EU finance ministers to examine bloc’s ‘major social problems’


By Ian Wishart

Tackling unemployment and poverty should be a priority for European policy makers in order to cut public debt and boost growth, according to a paper to be discussed by European Union finance ministers.

The EU’s “major social problems” need addressing if the 28-nation bloc is to recover from the debt crisis it has faced over the past four years, the paper from the Brussels-based policy group Bruegel says.

“The economic crisis has led to a significant deterioration of the social situation in a number of European countries,” the paper’s authors write. Unemployment may “have lasting effects on income inequality for the next generation.”

The EU finance ministers’ gathering in Greece on April 1 and 2 takes them to the country whose debt mountain forced it into a bailout in 2010 and triggered turmoil across the region. While the euro area has now emerged from its longest-ever recession, unemployment remains at 12 percent, close to the record level it reached last year.

Governments should reform “inefficient” labor markets, introduce better training programs and improve how tax and benefit systems target those most in need, write authors Zsolt Darvas and Guntram Wolff in the paper obtained by Bloomberg News.

“There is scope for reducing government spending without undermining the achievement of goals in countries with inefficient welfare systems,” the report says.

Ministers will also discuss changes to the EU’s banking structure, rules for failing banks and long-term financing of the economy during their two-day meeting.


YOUR INSTRUCTIONS
When you spot the word "spoke" in a line of the data below, copy that line.

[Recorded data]
┄┄┄┄┄┄┄┄┄┄

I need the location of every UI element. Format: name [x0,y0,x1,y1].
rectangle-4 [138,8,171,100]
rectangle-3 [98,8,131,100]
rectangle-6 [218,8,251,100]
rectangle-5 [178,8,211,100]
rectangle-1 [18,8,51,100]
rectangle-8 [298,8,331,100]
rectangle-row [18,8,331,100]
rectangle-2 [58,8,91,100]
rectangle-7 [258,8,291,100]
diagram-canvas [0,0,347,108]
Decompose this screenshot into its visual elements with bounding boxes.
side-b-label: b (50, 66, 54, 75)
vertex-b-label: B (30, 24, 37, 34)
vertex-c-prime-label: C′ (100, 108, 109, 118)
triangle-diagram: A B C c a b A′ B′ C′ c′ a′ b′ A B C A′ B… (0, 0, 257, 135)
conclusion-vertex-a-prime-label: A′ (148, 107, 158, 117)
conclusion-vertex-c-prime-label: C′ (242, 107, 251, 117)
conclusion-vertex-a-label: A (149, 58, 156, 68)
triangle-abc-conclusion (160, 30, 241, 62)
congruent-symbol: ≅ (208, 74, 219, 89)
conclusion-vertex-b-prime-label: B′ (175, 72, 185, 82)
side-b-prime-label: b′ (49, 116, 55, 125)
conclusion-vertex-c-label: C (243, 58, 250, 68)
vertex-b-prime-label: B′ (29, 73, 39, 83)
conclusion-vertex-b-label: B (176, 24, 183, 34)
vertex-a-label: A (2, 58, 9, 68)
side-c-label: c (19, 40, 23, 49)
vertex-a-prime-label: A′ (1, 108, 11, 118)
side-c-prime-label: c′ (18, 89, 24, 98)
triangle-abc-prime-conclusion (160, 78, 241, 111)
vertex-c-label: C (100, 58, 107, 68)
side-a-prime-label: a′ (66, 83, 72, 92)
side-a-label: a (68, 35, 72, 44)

┄┄┄┄┄┄┄┄┄┄

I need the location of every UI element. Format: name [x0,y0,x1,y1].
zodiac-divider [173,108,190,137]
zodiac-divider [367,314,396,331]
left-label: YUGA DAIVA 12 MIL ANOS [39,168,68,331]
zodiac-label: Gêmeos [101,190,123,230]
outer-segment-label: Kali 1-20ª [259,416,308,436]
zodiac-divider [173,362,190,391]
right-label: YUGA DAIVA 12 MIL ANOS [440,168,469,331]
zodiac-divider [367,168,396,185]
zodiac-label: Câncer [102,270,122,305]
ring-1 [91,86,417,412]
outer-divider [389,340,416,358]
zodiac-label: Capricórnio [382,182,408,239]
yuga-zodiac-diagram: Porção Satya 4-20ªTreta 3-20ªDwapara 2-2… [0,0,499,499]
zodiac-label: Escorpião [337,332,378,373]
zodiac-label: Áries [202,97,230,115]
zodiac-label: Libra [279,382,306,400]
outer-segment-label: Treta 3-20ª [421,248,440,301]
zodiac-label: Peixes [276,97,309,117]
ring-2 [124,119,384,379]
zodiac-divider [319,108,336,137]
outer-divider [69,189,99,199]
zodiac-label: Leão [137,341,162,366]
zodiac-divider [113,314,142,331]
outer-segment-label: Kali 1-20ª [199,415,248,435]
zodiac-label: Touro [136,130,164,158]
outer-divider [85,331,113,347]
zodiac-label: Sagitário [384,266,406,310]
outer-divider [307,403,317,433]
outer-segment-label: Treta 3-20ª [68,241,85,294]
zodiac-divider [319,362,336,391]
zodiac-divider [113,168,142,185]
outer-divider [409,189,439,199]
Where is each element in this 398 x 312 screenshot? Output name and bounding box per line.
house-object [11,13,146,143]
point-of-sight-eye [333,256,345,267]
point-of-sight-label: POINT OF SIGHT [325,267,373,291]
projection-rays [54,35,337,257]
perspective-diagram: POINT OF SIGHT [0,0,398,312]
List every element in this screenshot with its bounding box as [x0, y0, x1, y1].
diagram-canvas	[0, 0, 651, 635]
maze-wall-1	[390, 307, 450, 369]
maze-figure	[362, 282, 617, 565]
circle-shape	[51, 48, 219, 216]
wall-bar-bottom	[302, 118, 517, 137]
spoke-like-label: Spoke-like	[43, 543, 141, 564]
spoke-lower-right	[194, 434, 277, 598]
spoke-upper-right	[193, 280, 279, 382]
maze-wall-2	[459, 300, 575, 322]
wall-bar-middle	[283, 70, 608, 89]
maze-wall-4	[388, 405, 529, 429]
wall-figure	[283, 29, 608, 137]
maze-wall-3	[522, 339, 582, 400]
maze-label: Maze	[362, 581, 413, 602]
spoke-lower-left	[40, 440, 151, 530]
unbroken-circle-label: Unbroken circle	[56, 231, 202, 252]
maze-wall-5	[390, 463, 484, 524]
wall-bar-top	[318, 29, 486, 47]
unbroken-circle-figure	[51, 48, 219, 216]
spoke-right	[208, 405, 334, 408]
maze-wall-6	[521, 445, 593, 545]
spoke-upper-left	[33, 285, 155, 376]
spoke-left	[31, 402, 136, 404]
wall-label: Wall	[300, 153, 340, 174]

┄┄┄┄┄┄┄┄┄┄

EXERCISE RESULT
spoke-like-label: Spoke-like	[43, 543, 141, 564]
spoke-lower-right	[194, 434, 277, 598]
spoke-upper-right	[193, 280, 279, 382]
spoke-lower-left	[40, 440, 151, 530]
spoke-right	[208, 405, 334, 408]
spoke-upper-left	[33, 285, 155, 376]
spoke-left	[31, 402, 136, 404]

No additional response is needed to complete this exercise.